Thursday, February 21, 2019

 US State Department Reviewing Application of  

      Title III Helms-Burton Act


On January 16, 2019, the U.S. State Department announced a decision to suspend for only 45 days the application of Title III of the Helms-Burton Act, "to conduct a careful review ... in light of U.S. national interests and efforts to accelerate a transition to democracy in Cuba, and to include such elements as the regime's brutal oppression of human rights and fundamental freedoms and its inexcusable support for the increasingly authoritarian and corrupt regimes of Venezuela and Nicaragua.
The government of President Donald Trump threatens to take a new step that would dangerously reinforce the blockade against Cuba, flagrantly violate international law, and directly attack the sovereignty and interests of third countries.
Cuba rejects that threat in the strongest, strongest and most categorical manner.  It assumes it as a hostile act of extreme arrogance and irresponsibility, while repudiating the disrespectful and slanderous language of the State Department's public message.

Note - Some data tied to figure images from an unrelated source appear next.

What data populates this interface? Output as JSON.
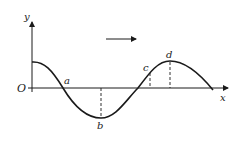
{
  "diagram": {
    "type": "transverse-wave",
    "axes": {
      "x_label": "x",
      "y_label": "y",
      "origin_label": "O"
    },
    "direction_arrow": "right",
    "points": [
      {
        "label": "a",
        "description": "zero crossing (descending)"
      },
      {
        "label": "b",
        "description": "trough"
      },
      {
        "label": "c",
        "description": "rising slope point"
      },
      {
        "label": "d",
        "description": "crest"
      }
    ],
    "colors": {
      "line": "#1a1a1a",
      "background": "#ffffff"
    }
  }
}
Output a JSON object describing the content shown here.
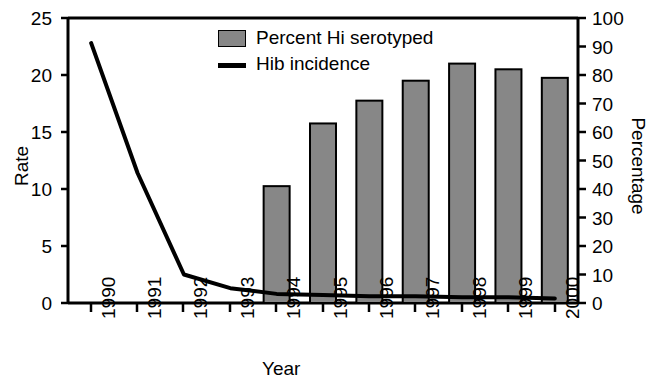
{
  "chart_data": {
    "type": "bar",
    "title": "",
    "subtitle": "",
    "xlabel": "Year",
    "ylabel": "Rate",
    "y2label": "Percentage",
    "categories": [
      "1990",
      "1991",
      "1992",
      "1993",
      "1994",
      "1995",
      "1996",
      "1997",
      "1998",
      "1999",
      "2000"
    ],
    "ylim": [
      0,
      25
    ],
    "yticks": [
      0,
      5,
      10,
      15,
      20,
      25
    ],
    "y2lim": [
      0,
      100
    ],
    "y2ticks": [
      0,
      10,
      20,
      30,
      40,
      50,
      60,
      70,
      80,
      90,
      100
    ],
    "grid": false,
    "legend_position": "top-center",
    "series": [
      {
        "name": "Percent Hi serotyped",
        "type": "bar",
        "axis": "right",
        "unit": "%",
        "color": "#878787",
        "edge_color": "#000000",
        "values": [
          null,
          null,
          null,
          null,
          41,
          63,
          71,
          78,
          84,
          82,
          79
        ]
      },
      {
        "name": "Hib incidence",
        "type": "line",
        "axis": "left",
        "color": "#000000",
        "values": [
          22.8,
          11.4,
          2.5,
          1.3,
          0.8,
          0.7,
          0.6,
          0.6,
          0.5,
          0.5,
          0.4
        ]
      }
    ]
  },
  "legend": {
    "items": [
      {
        "label": "Percent Hi serotyped",
        "marker": "square-swatch"
      },
      {
        "label": "Hib incidence",
        "marker": "line-swatch"
      }
    ]
  },
  "axes": {
    "left": {
      "title": "Rate",
      "ticks": [
        "25",
        "20",
        "15",
        "10",
        "5",
        "0"
      ]
    },
    "right": {
      "title": "Percentage",
      "ticks": [
        "100",
        "90",
        "80",
        "70",
        "60",
        "50",
        "40",
        "30",
        "20",
        "10",
        "0"
      ]
    },
    "bottom": {
      "title": "Year",
      "ticks": [
        "1990",
        "1991",
        "1992",
        "1993",
        "1994",
        "1995",
        "1996",
        "1997",
        "1998",
        "1999",
        "2000"
      ]
    }
  },
  "colors": {
    "bar_fill": "#878787",
    "bar_edge": "#000000",
    "line": "#000000",
    "axis": "#000000",
    "background": "#ffffff"
  }
}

The Helms-Burton Act went into effect in 1996. It was conceived to codify and harden the policy of economic, commercial and financial blockade officially imposed in 1962, with the objective of subverting and overthrowing the government of Cuba and imposing a regime to the liking of the government of the United States.

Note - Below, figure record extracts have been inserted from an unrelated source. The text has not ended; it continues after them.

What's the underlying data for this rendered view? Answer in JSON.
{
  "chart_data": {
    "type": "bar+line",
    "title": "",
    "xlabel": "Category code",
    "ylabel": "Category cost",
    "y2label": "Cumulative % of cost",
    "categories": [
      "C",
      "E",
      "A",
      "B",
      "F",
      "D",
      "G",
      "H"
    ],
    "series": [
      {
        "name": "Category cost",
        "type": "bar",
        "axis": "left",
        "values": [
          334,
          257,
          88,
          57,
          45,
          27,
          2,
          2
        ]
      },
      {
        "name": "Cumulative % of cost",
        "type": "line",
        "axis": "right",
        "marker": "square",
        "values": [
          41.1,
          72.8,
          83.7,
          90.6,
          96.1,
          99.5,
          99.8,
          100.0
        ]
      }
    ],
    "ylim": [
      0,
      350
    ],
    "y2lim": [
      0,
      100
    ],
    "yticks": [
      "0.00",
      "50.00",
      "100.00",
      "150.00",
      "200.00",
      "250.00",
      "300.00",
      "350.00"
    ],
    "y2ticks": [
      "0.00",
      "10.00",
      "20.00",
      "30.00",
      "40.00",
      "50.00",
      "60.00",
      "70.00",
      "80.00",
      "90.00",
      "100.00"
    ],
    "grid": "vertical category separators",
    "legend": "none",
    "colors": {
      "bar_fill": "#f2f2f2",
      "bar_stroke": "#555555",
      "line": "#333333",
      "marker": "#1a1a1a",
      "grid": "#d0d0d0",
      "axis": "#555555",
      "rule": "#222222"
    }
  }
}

It consists of four titles and has been applied since its promulgation. It is characterized by its extreme extraterritorial scope, for violating the norms and principles of International Law, for contravening the rules of trade and international economic relations and for being harmful to the sovereignty of other States, mainly by the application of its provisions against companies and persons established in their territory.
It has been rejected by the international community almost unanimously in the United Nations, in specialized international organizations and in regional organizations such as the Community of Latin American and Caribbean States and the African Union. Several countries have national laws to deal with the extraterritorial effects of this law.
Among the central objectives of the Helms-Burton Act has been to hinder Cuba's economic, commercial and financial relations with third countries and to affect its ability to attract direct foreign capital investment for its development. Titles III and IV of the law are expressly devoted to this purpose.
Title III authorizes U.S. nationals to file lawsuits before U.S. courts against any foreigner who "traffics" in U.S. property that was nationalized in Cuba in the 1960s, in a legitimate process, as recognized by the U.S. Supreme Court, carried out by the Cuban government in full compliance with national law and international law.
Among the most significant aberrations, this title extends this authorization to owners who were not U.S. citizens at the time of the nationalizations and whose alleged properties no one has certified.
By virtue of the provisions of the Helms-Burton Act itself, all U.S. Presidents since 1996, including Trump in 2017 and 2018, have made consecutive use of the executive power to suspend the application of Title III every six months in order to recognize that it consists of the grossest and most unacceptable aspect of this against international law and the sovereignty of other states. Also because it understands that its application would cause insurmountable obstacles to any prospect of settlement of claims and compensation to legitimate U.S. owners.
For its part, the Provincial People's Court of Havana, on November 2, 1999, declared the Lawsuit against the Government of the United States of America for Human Damages Waived and sanctioned it to repair and compensate the Cuban people in the amount of $181.1 billion dollars and, on May 5, 2000, also for Economic Damages caused to Cuba and sentenced it in the amount of $121 billion dollars.
The Ministry of Foreign Affairs has reiterated Cuba's willingness to find a solution to mutual claims and compensation.
This decision, which the U.S. government threatens to adopt, would imply that, contrary to international law and the practice of international relations, foreign individuals and entities with legitimate business in Cuba may be faced with the threat of facing unfounded and illegitimate claims before U.S. courts. The politically motivated and venal conduct of some Florida courts, frequently used as a weapon against Cuba, is well known.
For our people, it means facing once again, in a firm, conscious and forceful manner, the determination of U.S. imperialism to subdue the United States.